• J Dent Educ · Oct 2001

    Clinical decision-making for dental caries management.

    • B A White and G Maupomé.
    • Kaiser Permanente Center for Health Research, Portland, OR 97227-1110, USA. alex.white@kpchr.org
    • J Dent Educ. 2001 Oct 1; 65 (10): 1121-5.

    AbstractScientific information on diagnosis, prevention, and management of dental caries and associated indicators of risk continues to increase rapidly. Patients vary in clinically important ways, however, and uncertainty affects our understanding of risk; diagnostic and prognostic information; efficacy and effectiveness of many preventive, diagnostic, and treatment alternatives; and outcomes associated with clinical strategies. Consequently, challenges abound for clinicians to identify, evaluate, and incorporate new information, patient preferences, and uncertainties into clinical practice.

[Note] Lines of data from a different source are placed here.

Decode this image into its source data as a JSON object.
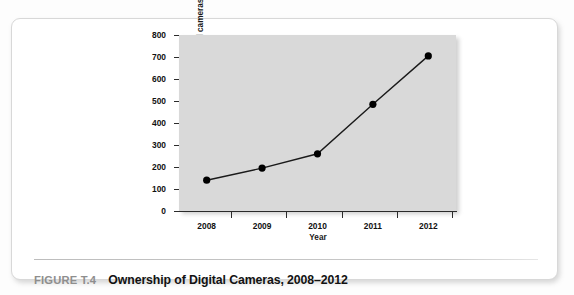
{
  "figure": {
    "caption_label": "FIGURE T.4",
    "caption_title": "Ownership of Digital Cameras, 2008–2012"
  },
  "chart_data": {
    "type": "line",
    "title": "Ownership of Digital Cameras, 2008–2012",
    "xlabel": "Year",
    "ylabel": "Unit sales of digital cameras (millions)",
    "ylabel_line1": "Unit sales of digital cameras",
    "ylabel_line2": "(millions)",
    "categories": [
      "2008",
      "2009",
      "2010",
      "2011",
      "2012"
    ],
    "x": [
      2008,
      2009,
      2010,
      2011,
      2012
    ],
    "values": [
      140,
      195,
      260,
      485,
      705
    ],
    "ylim": [
      0,
      800
    ],
    "yticks": [
      0,
      100,
      200,
      300,
      400,
      500,
      600,
      700,
      800
    ],
    "ytick_labels": [
      "0",
      "100",
      "200",
      "300",
      "400",
      "500",
      "600",
      "700",
      "800"
    ],
    "xtick_labels": [
      "2008",
      "2009",
      "2010",
      "2011",
      "2012"
    ],
    "grid": false,
    "legend": "none",
    "marker": "filled-circle",
    "series": [
      {
        "name": "Unit sales of digital cameras (millions)",
        "values": [
          140,
          195,
          260,
          485,
          705
        ]
      }
    ],
    "colors": {
      "plot_background": "#d9d9d9",
      "line": "#1a1a1a",
      "marker": "#000000",
      "axis": "#2b2b2b",
      "text": "#111111"
    }
  }
}
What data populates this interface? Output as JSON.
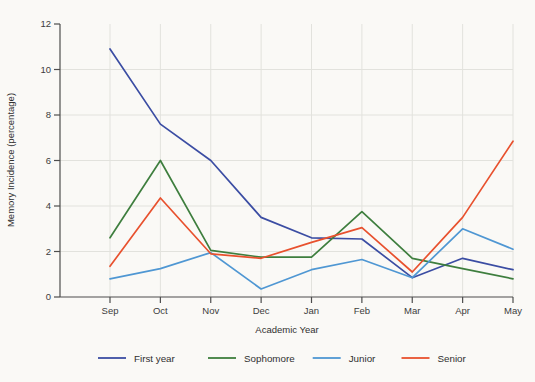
{
  "figure": {
    "background": "#faf9f6",
    "axis_color": "#4d4d4d",
    "grid_color": "#e2e2dd",
    "tick_text_color": "#3c3c3c",
    "label_text_color": "#303030"
  },
  "chart_data": {
    "type": "line",
    "title": "",
    "xlabel": "Academic Year",
    "ylabel": "Memory Incidence (percentage)",
    "categories": [
      "Sep",
      "Oct",
      "Nov",
      "Dec",
      "Jan",
      "Feb",
      "Mar",
      "Apr",
      "May"
    ],
    "ylim": [
      0,
      12
    ],
    "yticks": [
      0,
      2,
      4,
      6,
      8,
      10,
      12
    ],
    "grid": true,
    "legend_position": "bottom",
    "series": [
      {
        "name": "First year",
        "color": "#3b4da3",
        "values": [
          10.9,
          7.6,
          6.0,
          3.5,
          2.6,
          2.55,
          0.85,
          1.7,
          1.2
        ]
      },
      {
        "name": "Sophomore",
        "color": "#3e7e3e",
        "values": [
          2.6,
          6.0,
          2.05,
          1.75,
          1.75,
          3.75,
          1.7,
          1.25,
          0.8
        ]
      },
      {
        "name": "Junior",
        "color": "#4f97d3",
        "values": [
          0.8,
          1.25,
          1.95,
          0.35,
          1.2,
          1.65,
          0.85,
          3.0,
          2.1
        ]
      },
      {
        "name": "Senior",
        "color": "#e8512e",
        "values": [
          1.35,
          4.35,
          1.9,
          1.7,
          2.4,
          3.05,
          1.1,
          3.5,
          6.85
        ]
      }
    ]
  }
}
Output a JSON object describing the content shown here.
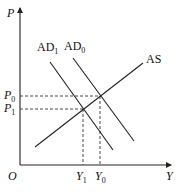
{
  "diagram": {
    "type": "economics-AD-AS",
    "axes": {
      "y_label": "P",
      "x_label": "Y",
      "origin_label": "O"
    },
    "curves": [
      {
        "id": "AS",
        "label": "AS"
      },
      {
        "id": "AD1",
        "label_main": "AD",
        "label_sub": "1"
      },
      {
        "id": "AD0",
        "label_main": "AD",
        "label_sub": "0"
      }
    ],
    "price_levels": [
      {
        "id": "P0",
        "label_main": "P",
        "label_sub": "0"
      },
      {
        "id": "P1",
        "label_main": "P",
        "label_sub": "1"
      }
    ],
    "output_levels": [
      {
        "id": "Y1",
        "label_main": "Y",
        "label_sub": "1"
      },
      {
        "id": "Y0",
        "label_main": "Y",
        "label_sub": "0"
      }
    ],
    "equilibria": [
      {
        "id": "E0",
        "curves": [
          "AD0",
          "AS"
        ],
        "price": "P0",
        "output": "Y0"
      },
      {
        "id": "E1",
        "curves": [
          "AD1",
          "AS"
        ],
        "price": "P1",
        "output": "Y1"
      }
    ]
  }
}
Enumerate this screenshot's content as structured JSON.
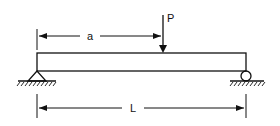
{
  "diagram": {
    "type": "simply-supported-beam",
    "labels": {
      "load": "P",
      "distance_a": "a",
      "span": "L"
    },
    "colors": {
      "stroke": "#111111",
      "background": "#ffffff"
    },
    "supports": {
      "left": "pin",
      "right": "roller"
    }
  }
}
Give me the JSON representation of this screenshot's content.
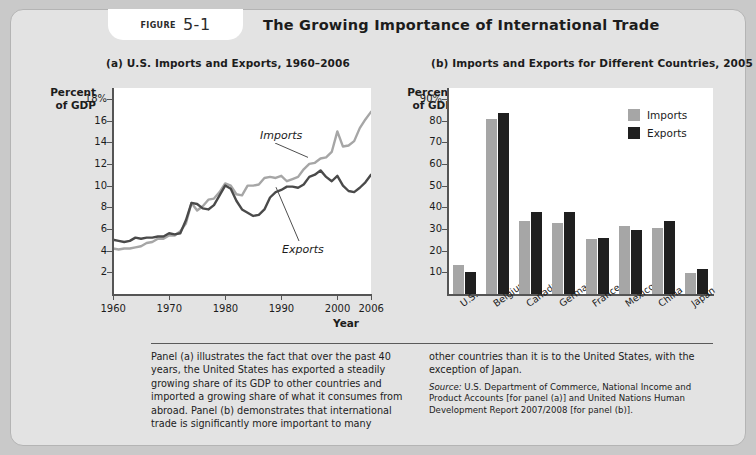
{
  "figure": {
    "badge_label": "Figure",
    "badge_number": "5-1",
    "title": "The Growing Importance of International Trade"
  },
  "panel_a": {
    "title": "(a) U.S. Imports and Exports, 1960–2006",
    "ylabel": "Percent\nof GDP",
    "xlabel": "Year",
    "series_labels": {
      "imports": "Imports",
      "exports": "Exports"
    }
  },
  "panel_b": {
    "title": "(b) Imports and Exports for Different Countries, 2005",
    "ylabel": "Percent\nof GDP",
    "legend": [
      {
        "label": "Imports",
        "color": "#a6a6a6"
      },
      {
        "label": "Exports",
        "color": "#1f1f1f"
      }
    ]
  },
  "caption": {
    "left": "Panel (a) illustrates the fact that over the past 40 years, the United States has exported a steadily growing share of its GDP to other countries and imported a growing share of what it consumes from abroad. Panel (b) demonstrates that international trade is significantly more important to many",
    "right": "other countries than it is to the United States, with the exception of Japan.",
    "source_word": "Source:",
    "source_text": " U.S. Department of Commerce, National Income and Product Accounts [for panel (a)] and United Nations Human Development Report 2007/2008 [for panel (b)]."
  },
  "colors": {
    "imports": "#a6a6a6",
    "exports": "#4a4a4a",
    "exports_bar": "#1f1f1f",
    "card_bg": "#e3e3e3",
    "plot_bg": "#ffffff",
    "axis": "#555555"
  },
  "chart_data": [
    {
      "type": "line",
      "title": "(a) U.S. Imports and Exports, 1960–2006",
      "xlabel": "Year",
      "ylabel": "Percent of GDP",
      "xlim": [
        1960,
        2006
      ],
      "ylim": [
        0,
        19
      ],
      "xticks": [
        1960,
        1970,
        1980,
        1990,
        2000,
        2006
      ],
      "xtick_labels": [
        "1960",
        "1970",
        "1980",
        "1990",
        "2000",
        "2006"
      ],
      "yticks": [
        2,
        4,
        6,
        8,
        10,
        12,
        14,
        16,
        18
      ],
      "ytick_labels": [
        "2",
        "4",
        "6",
        "8",
        "10",
        "12",
        "14",
        "16",
        "18%"
      ],
      "grid": false,
      "legend": "inline-annotations",
      "x": [
        1960,
        1961,
        1962,
        1963,
        1964,
        1965,
        1966,
        1967,
        1968,
        1969,
        1970,
        1971,
        1972,
        1973,
        1974,
        1975,
        1976,
        1977,
        1978,
        1979,
        1980,
        1981,
        1982,
        1983,
        1984,
        1985,
        1986,
        1987,
        1988,
        1989,
        1990,
        1991,
        1992,
        1993,
        1994,
        1995,
        1996,
        1997,
        1998,
        1999,
        2000,
        2001,
        2002,
        2003,
        2004,
        2005,
        2006
      ],
      "series": [
        {
          "name": "Imports",
          "color": "#a6a6a6",
          "values": [
            4.2,
            4.1,
            4.2,
            4.2,
            4.3,
            4.4,
            4.7,
            4.8,
            5.1,
            5.1,
            5.4,
            5.4,
            5.8,
            6.5,
            8.4,
            7.7,
            8.1,
            8.7,
            8.8,
            9.4,
            10.2,
            10.0,
            9.2,
            9.1,
            10.0,
            10.0,
            10.1,
            10.7,
            10.8,
            10.7,
            10.9,
            10.4,
            10.6,
            10.8,
            11.5,
            12.0,
            12.1,
            12.5,
            12.6,
            13.1,
            15.0,
            13.6,
            13.7,
            14.1,
            15.3,
            16.1,
            16.8
          ]
        },
        {
          "name": "Exports",
          "color": "#4a4a4a",
          "values": [
            5.0,
            4.9,
            4.8,
            4.9,
            5.2,
            5.1,
            5.2,
            5.2,
            5.3,
            5.3,
            5.6,
            5.5,
            5.6,
            6.8,
            8.4,
            8.3,
            7.9,
            7.8,
            8.2,
            9.1,
            10.0,
            9.7,
            8.6,
            7.8,
            7.5,
            7.2,
            7.3,
            7.8,
            8.9,
            9.4,
            9.6,
            9.9,
            9.9,
            9.8,
            10.1,
            10.8,
            11.0,
            11.4,
            10.8,
            10.4,
            10.9,
            10.0,
            9.5,
            9.4,
            9.8,
            10.3,
            11.0
          ]
        }
      ]
    },
    {
      "type": "bar",
      "title": "(b) Imports and Exports for Different Countries, 2005",
      "xlabel": "",
      "ylabel": "Percent of GDP",
      "ylim": [
        0,
        95
      ],
      "yticks": [
        10,
        20,
        30,
        40,
        50,
        60,
        70,
        80,
        90
      ],
      "ytick_labels": [
        "10",
        "20",
        "30",
        "40",
        "50",
        "60",
        "70",
        "80",
        "90%"
      ],
      "grid": false,
      "legend": "top-right",
      "categories": [
        "U.S.",
        "Belgium",
        "Canada",
        "Germany",
        "France",
        "Mexico",
        "China",
        "Japan"
      ],
      "series": [
        {
          "name": "Imports",
          "color": "#a6a6a6",
          "values": [
            13.5,
            80.5,
            33.8,
            32.8,
            25.5,
            31.5,
            30.5,
            9.6
          ]
        },
        {
          "name": "Exports",
          "color": "#1f1f1f",
          "values": [
            10.0,
            83.5,
            37.7,
            37.7,
            25.7,
            29.4,
            33.5,
            11.4
          ]
        }
      ]
    }
  ]
}
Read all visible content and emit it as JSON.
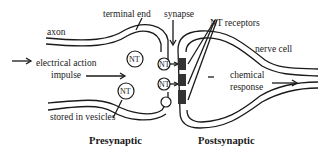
{
  "diagram": {
    "labels": {
      "axon": "axon",
      "terminal_end": "terminal end",
      "synapse": "synapse",
      "nt_receptors": "NT receptors",
      "nerve_cell": "nerve cell",
      "electrical_action": "electrical action",
      "impulse": "impulse",
      "chemical": "chemical",
      "response": "response",
      "stored_in_vesicles": "stored in vesicles",
      "presynaptic": "Presynaptic",
      "postsynaptic": "Postsynaptic"
    },
    "vesicle_label": "NT",
    "colors": {
      "ink": "#1a1a1a",
      "background": "#ffffff"
    }
  }
}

Clinical decision-making--an analytical approach that makes explicit use of information to quantify probabilities and outcomes to analyze decisions under conditions of uncertainty--can provide a framework to analyze the impact of uncertainty of clinical information. Diagnostic, effectiveness, and outcome information is quantified and combined in an explicit way to serve as a tool for clinicians, not as a replacement for clinical judgment or experience. Such an approach has the potential to improve clinical practice and help dentists do their jobs better by structuring the decision problem and assessing probabilities and utilities. Clinical decision-making also helps dentists communicate with each other by identifying clinical controversies, thereby characterizing how and why disagreements may arise and what additional data may be needed to address a clinical question.